Robin O'Neil
From Wikipedia, the free encyclopedia
Remove ads
From Wikipedia, the free encyclopedia
Robin O'Neil is a Holocaust researcher and author. After a career as the British major crimes' investigator who worked on criminal investigations for Scotland Yard, the Metropolitan Police Service, and London Home Counties Police, he obtained his Masters and Doctorate with the Hebrew and Jewish Department at University College London. He now specialises in researching Nazi war crimes and the destruction of the European Jewish communities (1933–1945).[1]
Robin O'Neil | |
---|---|
Occupation | Historian, author |
Notable works | The Rabka Four (2011) Belzec: Stepping Stone to Genocide (2009) |
Robin O'Neil has pursued his work to the Baltic States and former USSR. He has launched a number of investigations into the perpetrators of the Holocaust, particularly those active in Lithuania and occupied Poland during World War II. He has conducted research regarding the Schutzstaffel (SS) and extermination camp commandants of Belzec, Sobibor, and Treblinka.[2]
O'Neil has performed extensive source research into the Oskar Schindler story. A historical consultant to several TV documentaries and radio broadcasts in the UK and abroad, he is an honoured guest of Schindler's home town, Svitavy, Czech Republic, and is a regular lecturer at universities in the United Kingdom, United States, Israel, and Eastern Europe. In his spare time he conducts research into the House of Habsburg and Shakespeare's England. In 2013, after prolonged research, O'Neil completed his work on a new book about the Gustav Mahler family under the Third Reich.[1][3]
O'Neil's work The Rabka Four - Instruments of Genocide and Grand Larceny. A Warning from History was first published completely online in 2011 by the Yizkor Book Project.[4] It was made available by O'Neil to JewishGen for the purpose of fulfilling their mission of disseminating knowledge about the Holocaust.[5] The monograph is devoted to the history of the German SS training facility Sipo-SD Academy in Rabka in occupied Poland where, "under the cloak of war – personal vendetta, corruption, robbery and murder [became] endemic among the SS" functionaries. O'Neil reveals how the euphemistic language spoken within the Nazi State allowed for the sanitization of genocide and the creation of the complete illusion of 'plain speak' in phrases such as 'treatment', 'processing', and 'resettlement' which enabled the SS to turn mass murder into a "bureaucratic paper chase".[6][7]
Seamless Wikipedia browsing. On steroids.
Every time you click a link to Wikipedia, Wiktionary or Wikiquote in your browser's search results, it will show the modern Wikiwand interface.
Wikiwand extension is a five stars, simple, with minimum permission required to keep your browsing private, safe and transparent.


Problem to work on >>
Using the records provided below, locate and copy each line that contains the word "trait".

_ _ _ _

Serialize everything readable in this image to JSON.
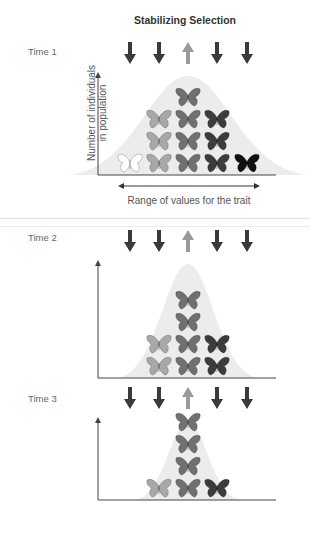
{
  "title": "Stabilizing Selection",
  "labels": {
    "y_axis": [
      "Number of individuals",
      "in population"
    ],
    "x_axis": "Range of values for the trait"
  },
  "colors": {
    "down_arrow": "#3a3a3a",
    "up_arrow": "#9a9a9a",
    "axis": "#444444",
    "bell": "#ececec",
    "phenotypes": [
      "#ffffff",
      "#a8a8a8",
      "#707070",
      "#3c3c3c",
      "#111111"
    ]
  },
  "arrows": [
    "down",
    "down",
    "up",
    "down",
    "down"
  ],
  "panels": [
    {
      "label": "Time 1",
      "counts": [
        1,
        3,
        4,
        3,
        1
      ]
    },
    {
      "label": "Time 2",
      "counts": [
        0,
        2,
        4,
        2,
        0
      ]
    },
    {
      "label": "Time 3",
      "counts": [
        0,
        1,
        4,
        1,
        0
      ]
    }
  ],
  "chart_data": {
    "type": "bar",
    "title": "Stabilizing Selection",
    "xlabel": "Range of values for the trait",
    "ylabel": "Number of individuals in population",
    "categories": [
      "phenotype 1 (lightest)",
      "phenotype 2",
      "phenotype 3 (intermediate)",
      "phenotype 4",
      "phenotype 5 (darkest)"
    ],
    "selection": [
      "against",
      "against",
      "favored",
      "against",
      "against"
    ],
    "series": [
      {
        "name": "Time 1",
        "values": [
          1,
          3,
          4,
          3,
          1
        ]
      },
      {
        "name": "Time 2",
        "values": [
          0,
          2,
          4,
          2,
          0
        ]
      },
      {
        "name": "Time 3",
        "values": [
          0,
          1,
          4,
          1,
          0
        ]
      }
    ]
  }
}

_ _ _ _

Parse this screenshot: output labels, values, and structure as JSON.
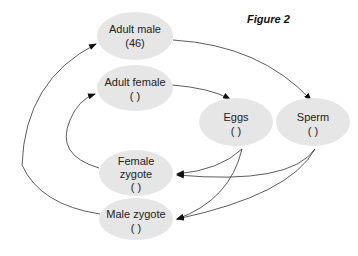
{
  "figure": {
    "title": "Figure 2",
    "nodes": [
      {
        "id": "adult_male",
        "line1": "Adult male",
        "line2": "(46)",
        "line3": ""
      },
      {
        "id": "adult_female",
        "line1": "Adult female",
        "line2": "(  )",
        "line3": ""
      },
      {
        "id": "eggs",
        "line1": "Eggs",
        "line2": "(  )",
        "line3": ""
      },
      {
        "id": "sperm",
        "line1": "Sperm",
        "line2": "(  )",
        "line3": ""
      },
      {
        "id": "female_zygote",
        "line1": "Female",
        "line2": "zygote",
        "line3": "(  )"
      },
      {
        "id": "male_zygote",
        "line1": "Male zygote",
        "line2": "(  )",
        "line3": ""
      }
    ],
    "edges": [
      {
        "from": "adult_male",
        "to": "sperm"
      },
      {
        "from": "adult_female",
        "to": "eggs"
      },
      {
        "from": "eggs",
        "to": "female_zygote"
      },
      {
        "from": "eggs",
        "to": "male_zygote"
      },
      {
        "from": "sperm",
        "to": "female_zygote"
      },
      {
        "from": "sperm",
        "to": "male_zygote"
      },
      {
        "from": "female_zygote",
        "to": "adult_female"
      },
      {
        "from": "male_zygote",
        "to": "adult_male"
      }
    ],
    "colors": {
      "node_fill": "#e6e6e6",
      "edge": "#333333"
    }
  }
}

_ _ _ _

Reply >>
    "x_axis": "Range of values for the trait"
    "xlabel": "Range of values for the trait",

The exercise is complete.